I've been saying that for years to supporters whose expectations were set on a generation of outliers. People without a sense or knowledge of history. The amount of disbelief when you explain to some of them that the Wallabies have lost to Tonga for example. The sad aspect is it didn't have to be this way, but instead of becoming Ireland, they spent 20 years mismanaging it and squandering the opportunity.
That's why there's the hope that 2025-27 will be a great reset. But as the FIFA WWC showed, you need your team to be successful at the same time. Eddie may well be correct that there's quality in the current squad that will turn into world class players, but that light at the end of the tunnel is very dim.
@Kiwiwomble said in Aussie Rugby:
@voodoo NZ doesn't look much better to me, clubs going belly up, abysmal crowds in stands, i think some of us look at +60k people turning up to an AB's game and think all is fine....what we need to +20k every week for all teams in the super rugby
Why, when you can watch it from home and not get gouged for food and drinks at a ridiculous nonfamily friendly time?
@antipodean i cant argue with that...but other sports manage it (and much more), so i think rugby is missing something
@Tim said in Aussie Rugby:
Australia needs to drop two SR teams, or there needs to be more NZ teams. Current competition isn't competitive.
personally i feel that means theyre only going to be developing less than a hundred top players...so i feel the latter is a better option, might lower the average skill level in the short term....but long term i think it will come back up
@Kiwiwomble said in Aussie Rugby:
@antipodean i cant argue with that...but other sports manage it (and much more), so i think rugby is missing something
I'd change the scheduling so that there was only one marquee game at night and the rest during the day so families could attend. I'd also make it cheaper for families to attend games which drives atmosphere. Better atmosphere, more water cooler talk, more attendance.
@antipodean said in Aussie Rugby:
@Kiwiwomble said in Aussie Rugby:
@antipodean i cant argue with that...but other sports manage it (and much more), so i think rugby is missing something
I'd change the scheduling so that there was only one marquee game at night and the rest during the day so families could attend. I'd also make it cheaper for families to attend games which drives atmosphere. Better atmosphere, more water cooler talk, more attendance.
definitely
@antipodean said in Aussie Rugby:
@Kiwiwomble said in Aussie Rugby:
@antipodean i cant argue with that...but other sports manage it (and much more), so i think rugby is missing something
I'd change the scheduling so that there was only one marquee game at night and the rest during the day so families could attend. I'd also make it cheaper for families to attend games which drives atmosphere. Better atmosphere, more water cooler talk, more attendance.

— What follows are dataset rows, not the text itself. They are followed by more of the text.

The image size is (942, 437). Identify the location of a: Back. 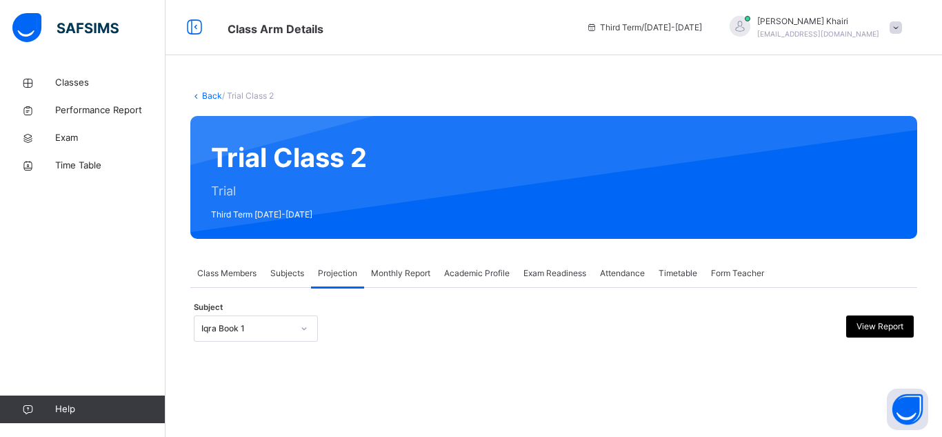
(212, 95).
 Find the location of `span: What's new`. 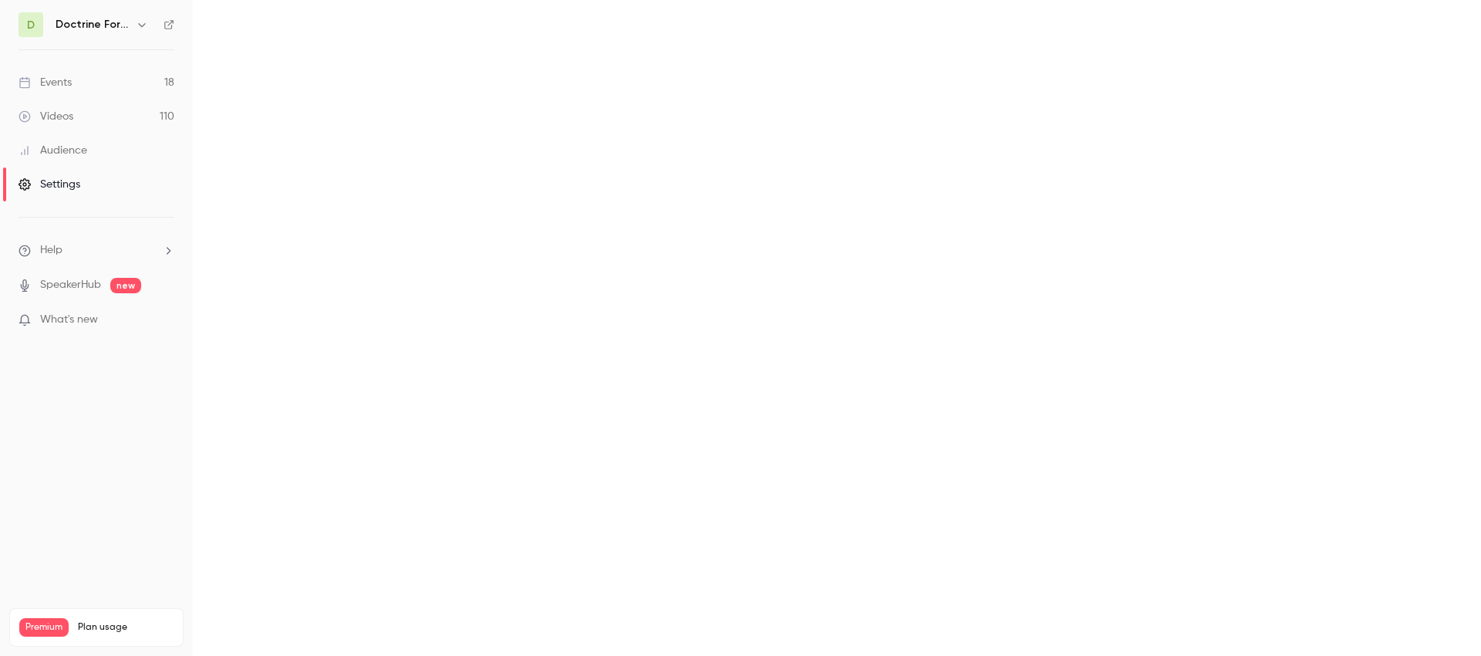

But think of the TV rights holders!
@NTA said in Aussie Rugby:
@antipodean said in Aussie Rugby:
@Kiwiwomble said in Aussie Rugby:
@antipodean i cant argue with that...but other sports manage it (and much more), so i think rugby is missing something
I'd change the scheduling so that there was only one marquee game at night and the rest during the day so families could attend. I'd also make it cheaper for families to attend games which drives atmosphere. Better atmosphere, more water cooler talk, more attendance.
But think of the TV rights holders!
lol you need an audience for TV
@NTA No, what he's saying is that the priority of schools isn't to be a part of a pathway.
Now that may be part of the overall systemic problem, but that isn't the schools fault nor should it be on them to fix it.